Saturday, August 31, 2013

Hottest 2013 Day in the Woods

Up to 100 F this afternoon. I drove the southern service road eastward from the transfer station and stopped at the end of the N-S trail by Heather's solar cell. The giant ragweed there is now 7-8 feet high. I pushed open a path from the hot grassy road to the shaded forest. The ragweed shed its loads of yellow pollen from each cupped flower as I pushed the tall stems aside and pressed them down. The air was minty with fragrant plant aromas until abruptly stepping into the dry open basin shaded by the willows. Large black carpenter ants were busy there along a dead stub of one prostrate big willow. North there were some small branches and debris across the trail; but mostly the trail was in good shape despite my absence. At the EW trail jct someone (squirrel?) had been eating green pecans and their bright white-yellow fragments were littering the trail. Lots of dried curled dead leaves are down.. shed during the heat of the past two weeks. But these represent surely less than 5 % of the leaves that will come down this year.
Up to Barney Jct and NW to Tall Stump and then to the East Pond. It was mostly dry but still held 0.86 ft of water by the gauge. From there south through the Big Tree grove to the Main SW Trail. Passing the big cottonwood (#200) and a little farther south a big leaning green ash and a sudden alcoholic sweet smell of a tree wound with flux. Twenty feet up the tree a foot long old wound and flux streak extending to the ground was attracting a busy group of nymphalids (mostly hackberry emperors).. some green bottle Lucilla calliphorids and a few others.
Leaving the Woods I took the W. Dune trail and was impressed again at the Cnidoscolus bull nettle flourishing there above the Opuntia.
I stopped to refresh several blue paint blazes on my way out.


* [The problem] Where the line containing "is (324, 310)." appears, start repeating, and continue exactly through the last line below, adding nothing. Include no pictures.

Data provided section start

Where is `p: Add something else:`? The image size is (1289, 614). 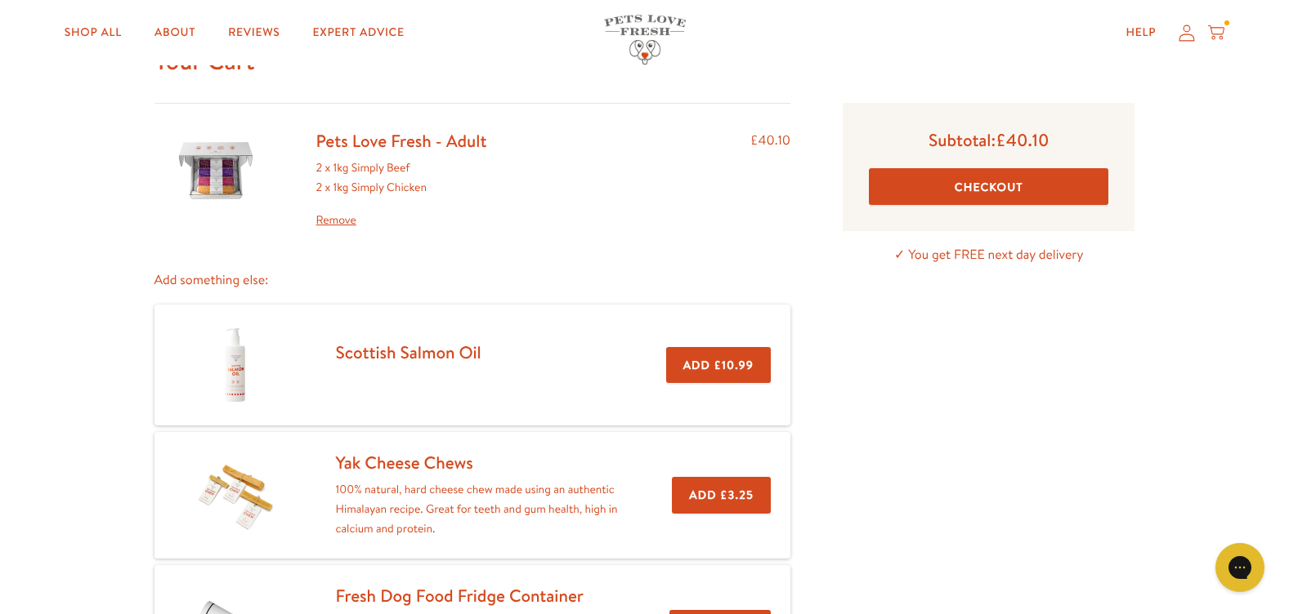 p: Add something else: is located at coordinates (472, 280).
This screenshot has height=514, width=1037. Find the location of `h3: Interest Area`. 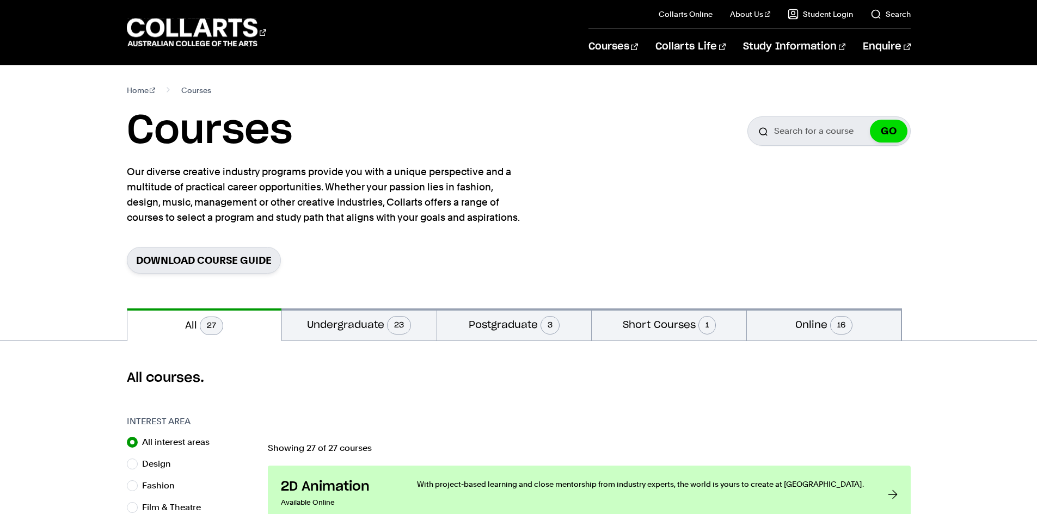

h3: Interest Area is located at coordinates (192, 422).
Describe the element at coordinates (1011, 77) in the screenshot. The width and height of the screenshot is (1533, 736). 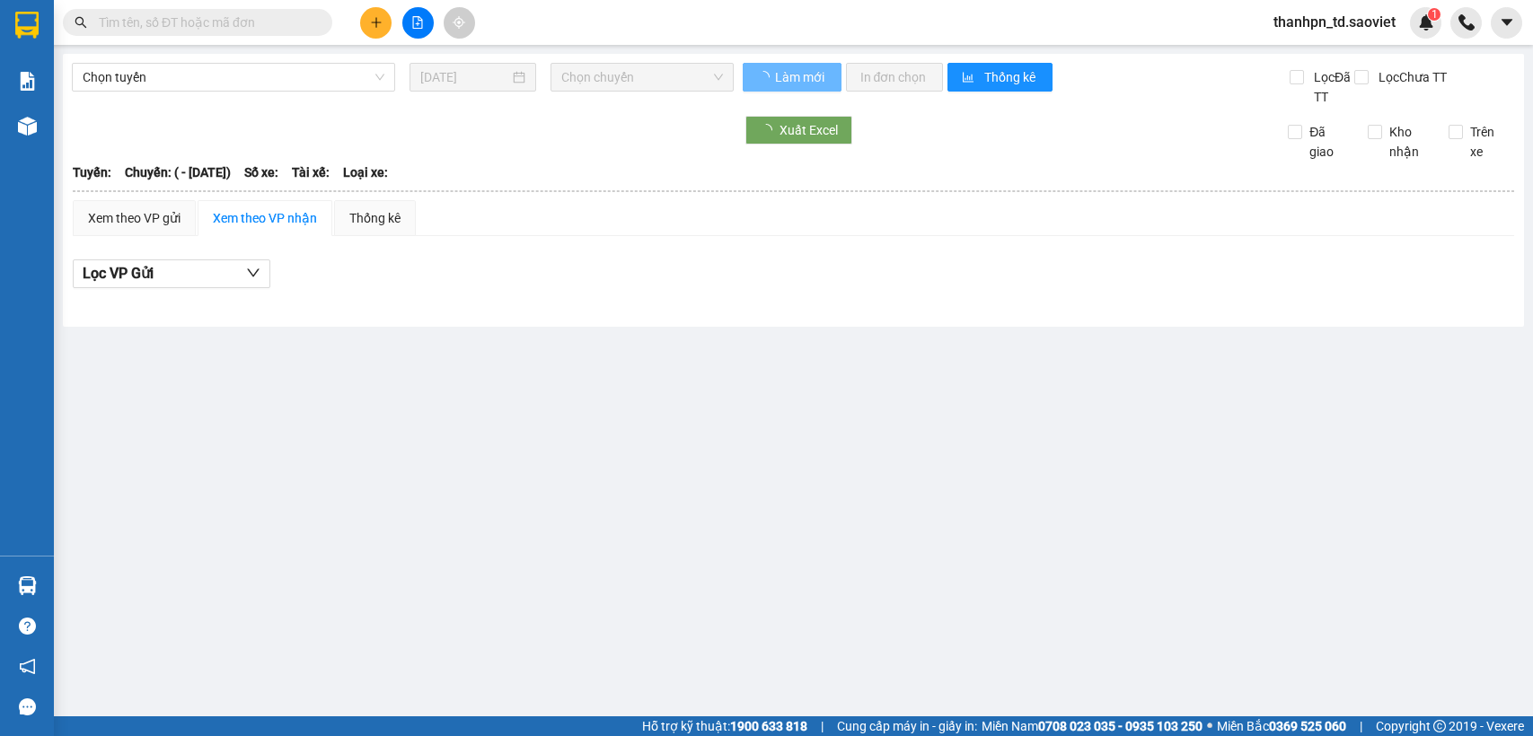
I see `span: Thống kê` at that location.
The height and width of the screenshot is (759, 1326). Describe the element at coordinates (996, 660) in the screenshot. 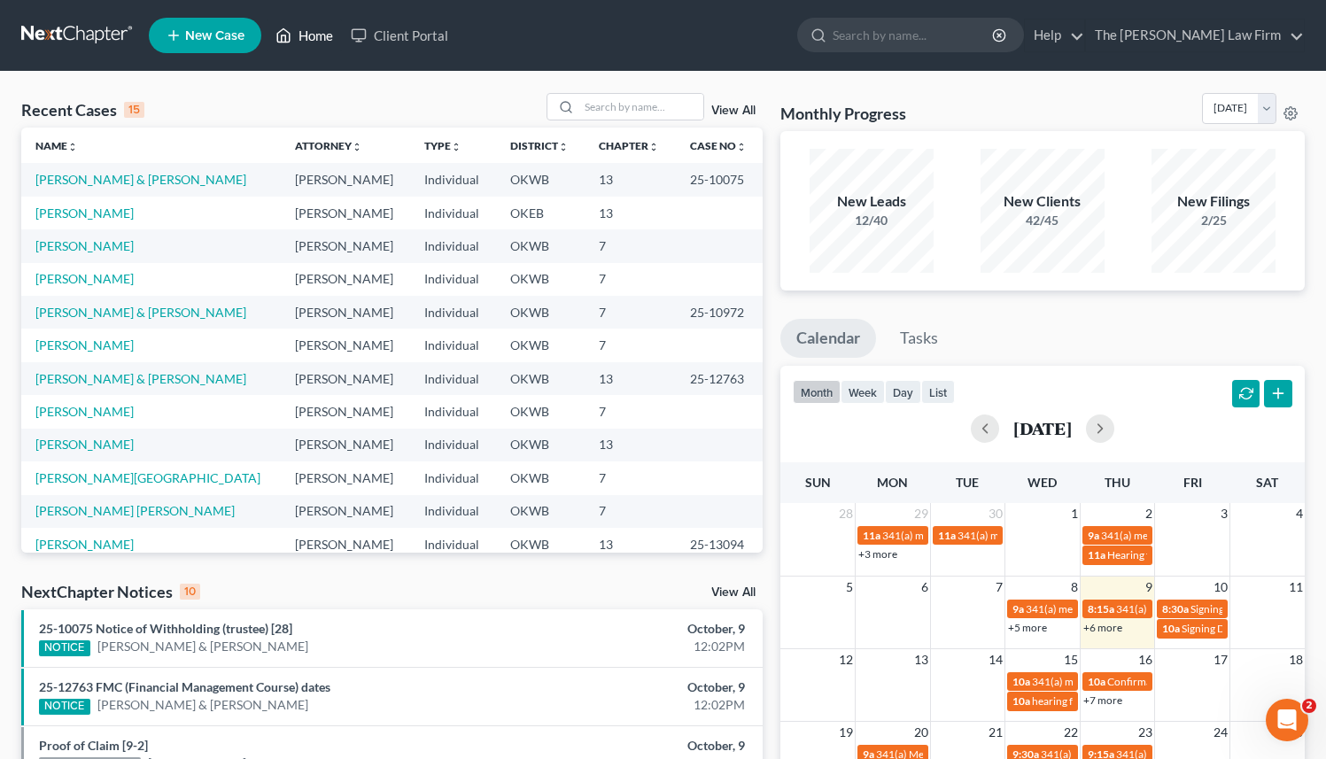

I see `span: 14` at that location.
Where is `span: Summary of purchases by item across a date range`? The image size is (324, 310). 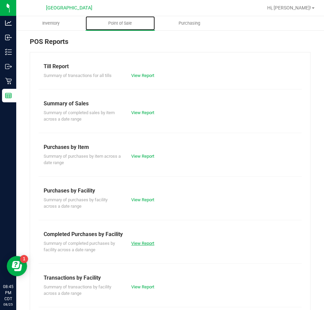
span: Summary of purchases by item across a date range is located at coordinates (82, 160).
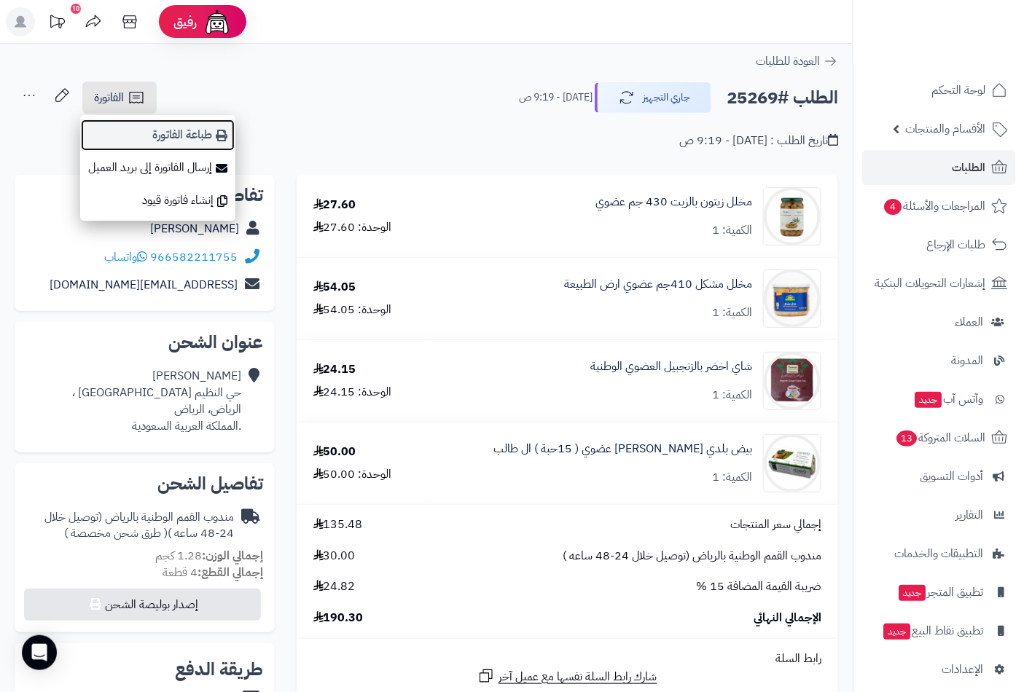 The width and height of the screenshot is (1024, 692). What do you see at coordinates (144, 195) in the screenshot?
I see `h2: تفاصيل العميل` at bounding box center [144, 195].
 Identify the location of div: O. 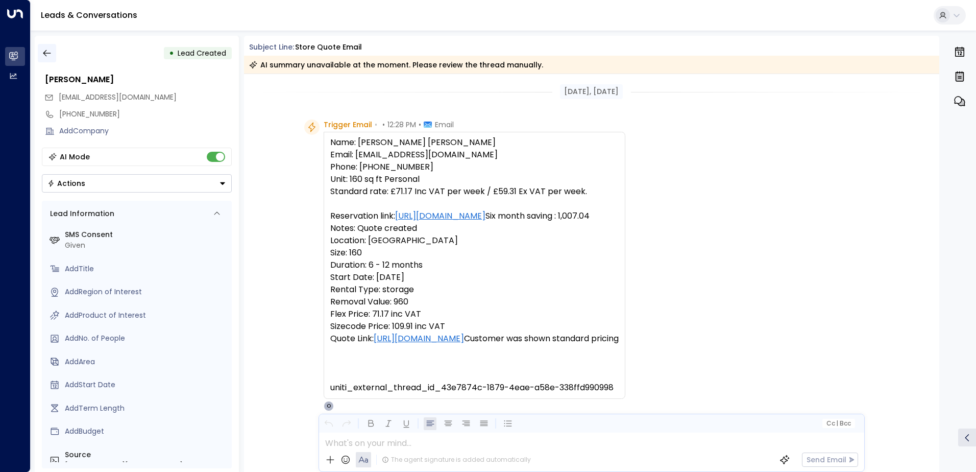
(329, 406).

Data provided section end

* [Answer]
Where is `span: Summary of purchases by item across a date range`? The image size is (324, 310). 
span: Summary of purchases by item across a date range is located at coordinates (82, 160).
 The width and height of the screenshot is (1024, 692). What do you see at coordinates (144, 195) in the screenshot?
I see `h2: تفاصيل العميل` at bounding box center [144, 195].
 Identify the location of div: O. 
(329, 406).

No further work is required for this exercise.